Back came the blue coral. But smaller and more regular, the tendrils even and of similar size.

"Pendennis's brain is bigger than yours?" asked Louise.

"Not his physical brain. That's slightly smaller but the rest of it . . ." He billowed his arms. "I've only seen a subset of it so far but it's massive. Like someone's dipped his brain into a blender and then teased it out into all kinds of fantastic shapes."

He checked his watch again. "Another few minutes and we'll be able to see."

"You still haven't . . ."

"I'm getting to it." he interrupted. "Look."

He pressed a button on the remote and the image changed. A succession of images followed. Strange shapes, like exotic sea-creatures. Corals, sponges, jelly fish, shapes she couldn't even describe. Nick flicked through the dimensions three at a time, varying the combinations: c, d, and e; a, b and d; c, e and a. His brain morphing about its axis.

"Now, watch this," he said. The image disappeared. "That's the g axis. For some reason we haven't found anything that protrudes into it. Animate or inanimate. The same for the f."

He pressed the remote again. "Now look at this."

Another exotic shape appeared. Irregular and edged with what looked like fronds. Nick froze the image.

"This is the x, y and b representation." He stretched a finger into the viewing area and pointed to a dark line near the base of the image. "Do you see that?"

He pressed the remote and rotated the image—slowly. "It looks like a crack, doesn't it? And note its extent. It rings the base of the image. Separating the structure into two: the small area at the base and the larger mass at the top."

It did. An irregular black line sliced through the base of the image as though it was a piece of blue ceramic that had broken apart and been badly glued back together.

"Now, here's another. Again I'm mixing two physical dimensions with one higher and . . . same result."

He was definitely in his element. He looked like a stage magician producing rabbits from places no one dreamed a rabbit could ever appear from. His eyes screamed: isn't this amazing?

It was, but where was it going?

He flicked through image after image.
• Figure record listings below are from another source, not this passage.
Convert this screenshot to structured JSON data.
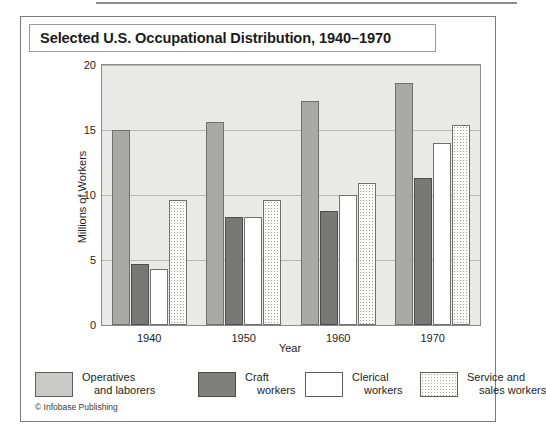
{
  "figure": {
    "title": "Selected U.S. Occupational Distribution, 1940–1970",
    "copyright": "© Infobase Publishing"
  },
  "chart_data": {
    "type": "bar",
    "title": "Selected U.S. Occupational Distribution, 1940–1970",
    "xlabel": "Year",
    "ylabel": "Millions of Workers",
    "categories": [
      "1940",
      "1950",
      "1960",
      "1970"
    ],
    "ylim": [
      0,
      20
    ],
    "yticks": [
      0,
      5,
      10,
      15,
      20
    ],
    "ytick_labels": [
      "0",
      "5",
      "10",
      "15",
      "20"
    ],
    "grid": true,
    "legend_position": "bottom",
    "series": [
      {
        "name": "Operatives and laborers",
        "name_line1": "Operatives",
        "name_line2": "and laborers",
        "color": "#a9a9a7",
        "values": [
          15.0,
          15.6,
          17.2,
          18.6
        ]
      },
      {
        "name": "Craft workers",
        "name_line1": "Craft",
        "name_line2": "workers",
        "color": "#787876",
        "values": [
          4.7,
          8.3,
          8.8,
          11.3
        ]
      },
      {
        "name": "Clerical workers",
        "name_line1": "Clerical",
        "name_line2": "workers",
        "color": "#ffffff",
        "values": [
          4.3,
          8.3,
          10.0,
          14.0
        ]
      },
      {
        "name": "Service and sales workers",
        "name_line1": "Service and",
        "name_line2": "sales workers",
        "color": "#fbfbfa",
        "values": [
          9.6,
          9.6,
          10.9,
          15.4
        ]
      }
    ]
  }
}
Each one showed a dark line—or fracture as Nick now insisted on calling it—running through the base of the image.

"Now we flip back to a purely upper dimensional representation to refresh our memories and voila—no fractures anywhere. You only get a fracture when you see the brain straddling the upper and lower dimensions."

He slowed his delivery to emphasise the last sentence. You only get a fracture when you see the brain straddling the upper and lower dimensions.

He paused as though expecting a light bulb to ignite over Louise's head.

"So?" she asked.

"So maybe that fracture is the boundary between the upper and lower dimensions. A separation point between the physical world and the other—the universe of the higher dimensions."

Louise started to feel inordinately dense. What did any of that mean? There was a boundary and it was marked. Nice. But what bearing did it have on anything happening in the real world?

"Don't you see what that means?" he asked. "The brain is split in two."

She felt like saying 'so' again but decided upon another approach.

"Go back to the xyz display," she said.

The familiar shape of the physical human brain returned. "Freeze it there," she said, walking over and pointing to the dark line that separated the right and left hemispheres of the brain. "What's the difference between your 'fractures' and that?"

"There's every difference. They're different kind of lines for a start. One's at a dimensional boundary."

"They look the same to me."

"That's because you're looking at it with your head and not your heart. And, anyway, you haven't seen my other set of pictures."